Only the Venus-crowned hairpin refused to live. He attempted different exhalations and even foggy whispers, but could not reach her. Hence he fashioned a new steel lieutenant-general in her place. Not knowing why he did so, he pierced the Venus deep inside himself, until her face barely protruded from between his ribs. He swiveled her around in his heart so that she was always looking up at him. After that he felt a sensation of tenderness, as if he were a mother suckling her baby.

By now he felt, as most of us do, that he ruled his own doom; hence the future would be ever grander. And in this optimistic spirit the Trench Ghost taught the enemy general the art of the phalanx. All the troops already knew trench warfare. And they dug in, scrabbling grooves into the concrete with their bladed hands. Soon they began to make their own weapons.

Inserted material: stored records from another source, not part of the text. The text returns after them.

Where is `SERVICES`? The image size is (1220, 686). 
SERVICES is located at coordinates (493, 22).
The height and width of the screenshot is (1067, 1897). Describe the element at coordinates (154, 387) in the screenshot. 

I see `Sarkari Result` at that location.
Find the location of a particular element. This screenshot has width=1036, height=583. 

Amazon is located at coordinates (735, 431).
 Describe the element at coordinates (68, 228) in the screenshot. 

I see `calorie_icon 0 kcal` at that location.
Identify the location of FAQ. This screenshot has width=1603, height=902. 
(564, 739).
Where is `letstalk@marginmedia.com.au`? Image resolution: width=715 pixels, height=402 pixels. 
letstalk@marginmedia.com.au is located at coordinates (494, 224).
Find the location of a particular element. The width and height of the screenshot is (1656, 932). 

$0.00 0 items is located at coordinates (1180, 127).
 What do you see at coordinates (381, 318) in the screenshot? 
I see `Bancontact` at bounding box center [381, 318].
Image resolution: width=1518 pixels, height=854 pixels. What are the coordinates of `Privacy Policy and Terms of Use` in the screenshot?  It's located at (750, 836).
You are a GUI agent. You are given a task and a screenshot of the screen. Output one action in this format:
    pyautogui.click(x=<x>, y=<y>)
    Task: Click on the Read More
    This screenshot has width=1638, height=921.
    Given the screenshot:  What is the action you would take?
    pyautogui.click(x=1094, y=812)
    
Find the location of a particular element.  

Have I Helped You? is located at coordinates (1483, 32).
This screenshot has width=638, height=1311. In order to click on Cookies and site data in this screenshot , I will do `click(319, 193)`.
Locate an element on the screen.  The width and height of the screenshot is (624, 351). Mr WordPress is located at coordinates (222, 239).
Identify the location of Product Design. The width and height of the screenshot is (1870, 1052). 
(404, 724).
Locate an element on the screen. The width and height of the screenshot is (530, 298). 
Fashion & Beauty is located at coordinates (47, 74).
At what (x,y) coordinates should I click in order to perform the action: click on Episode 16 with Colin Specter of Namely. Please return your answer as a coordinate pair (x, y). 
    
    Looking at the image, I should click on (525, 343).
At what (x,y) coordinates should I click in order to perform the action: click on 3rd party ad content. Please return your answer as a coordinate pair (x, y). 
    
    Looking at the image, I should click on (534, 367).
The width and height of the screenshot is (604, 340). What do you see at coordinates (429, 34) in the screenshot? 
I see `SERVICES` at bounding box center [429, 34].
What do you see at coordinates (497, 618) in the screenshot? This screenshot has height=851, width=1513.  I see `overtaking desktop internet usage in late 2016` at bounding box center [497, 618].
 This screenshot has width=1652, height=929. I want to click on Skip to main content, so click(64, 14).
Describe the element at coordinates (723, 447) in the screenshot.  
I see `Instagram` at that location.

Carrying the enemy general down under the concrete, the Trench Ghost showed him an unexploded cylinder of mustard gas. The little creature understood, and grinned with all his teeth.

3

His troops could not yet travel to mine their raw materials, so he brought them whatever they wished; in Redipuglia there is plenty of everything. He was beneficent; he built them a tiny smelter and a machine shop the size of a cigarette carton; they played fairly, and took turns, while the Trench Ghost reinspected that old memory he had of almost seeing a waving white curtain going blue in late summer Adriatic light. This picture did not lead to anything. By now the two lines were launching tiny projectiles at each other. Their bombs were no larger than matchheads, but that sufficed to blow up those brave little fellows. They screamed or
buzzed when they were struck, and cheered when they did the striking. Their machine guns stridulated as sweetly as crickets; and when they rushed out of their hand-grooved trenchlets in hopes of seizing each other's positions, their fierce-shining gazes were as pleasant to the Trench Ghost as I myself find the yellow-pupilled compound eyes of the pink hydrangeas in Trieste.